CSS Art Gallery

Bellow you'll find a collection of some of my personal favorite CSS Art pieces. Most of which can be found on codepen (where most of the CSS Art community share their warez). Codepen is great because you can also see (and edit) the code each artist wrote to generate their pieces. CSS Art is just as much about the code as it is the rendered output.

A note for HTML/CSS beginners: You might notice that not all of these sketches uses the HTML and CSS you might be used to, some use HTML/CSS variations (think dialects) like "PUG" or "LESS." These variations go by different names but are generally referred to as preprocessors. These are alternative versions of HTML and CSS which use slightly different syntax and different ways of structuring the code.

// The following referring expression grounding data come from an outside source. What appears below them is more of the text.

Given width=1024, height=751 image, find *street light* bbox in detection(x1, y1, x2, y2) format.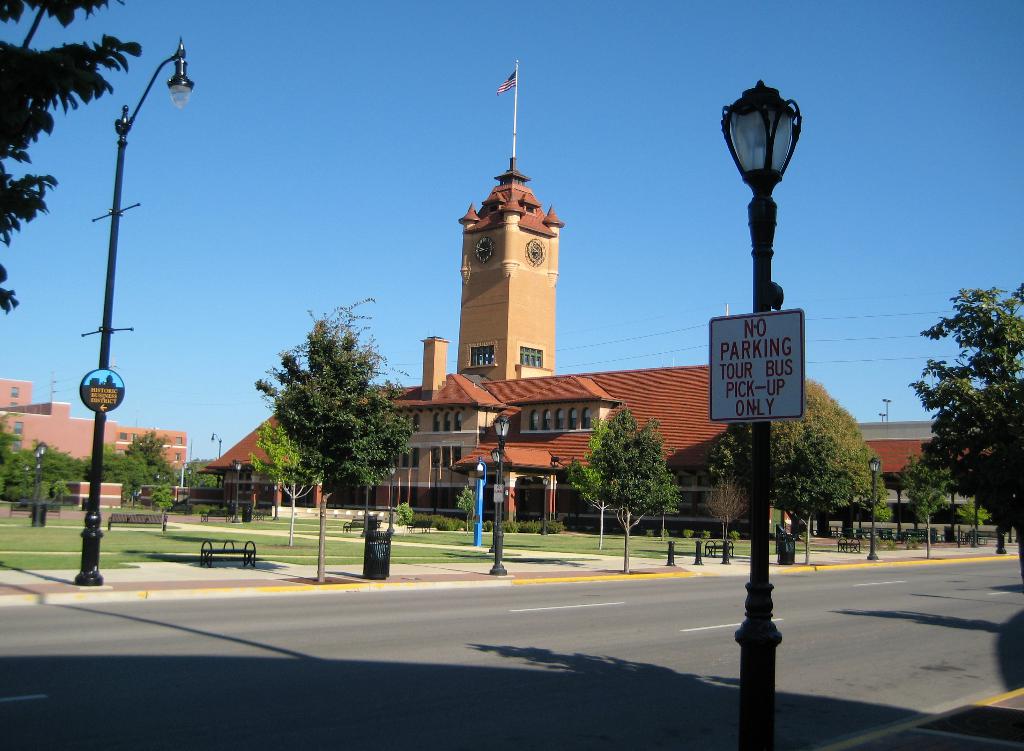
detection(882, 394, 894, 425).
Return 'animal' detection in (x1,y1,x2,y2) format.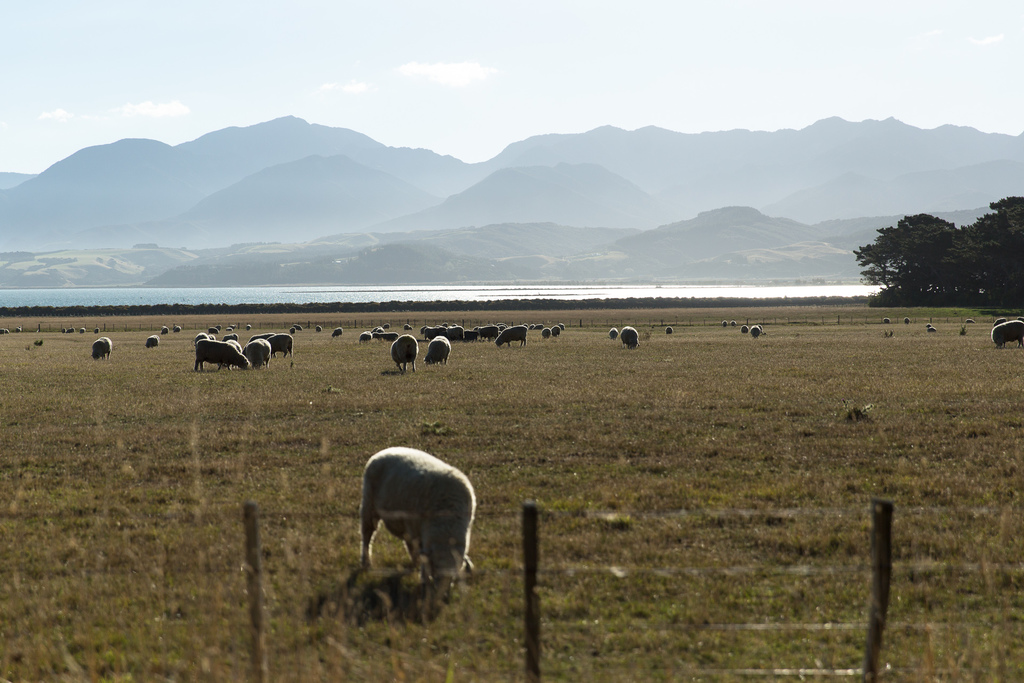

Some developers prefer these variations on HTML and CSS because it helps them write code faster, the catch is that it sometimes feels like learning a whole new language (so there's an initial investment/learning curve).

At the end of the day, the code that runs in the browser (ie. the code you upload to a server) always needs to be regular HTML and CSS, so when you are useing a preprocessor, at some point you need to turn it into good old fashion HTML and CSS (codepen handles this behind the scenes, but there are also command line tools and editor plugins for doing that conversion locally on your computer before you upload it to the Web). A few popular HTML preprocessors are Pug, Haml and Slim. A few popular CSS preprocessors are less, Sass, stylus and PostCSS. The same exists for JavaScript by the way, a couple of popular dialects (aka supesets in this case) are CoffeScript and TypeScript.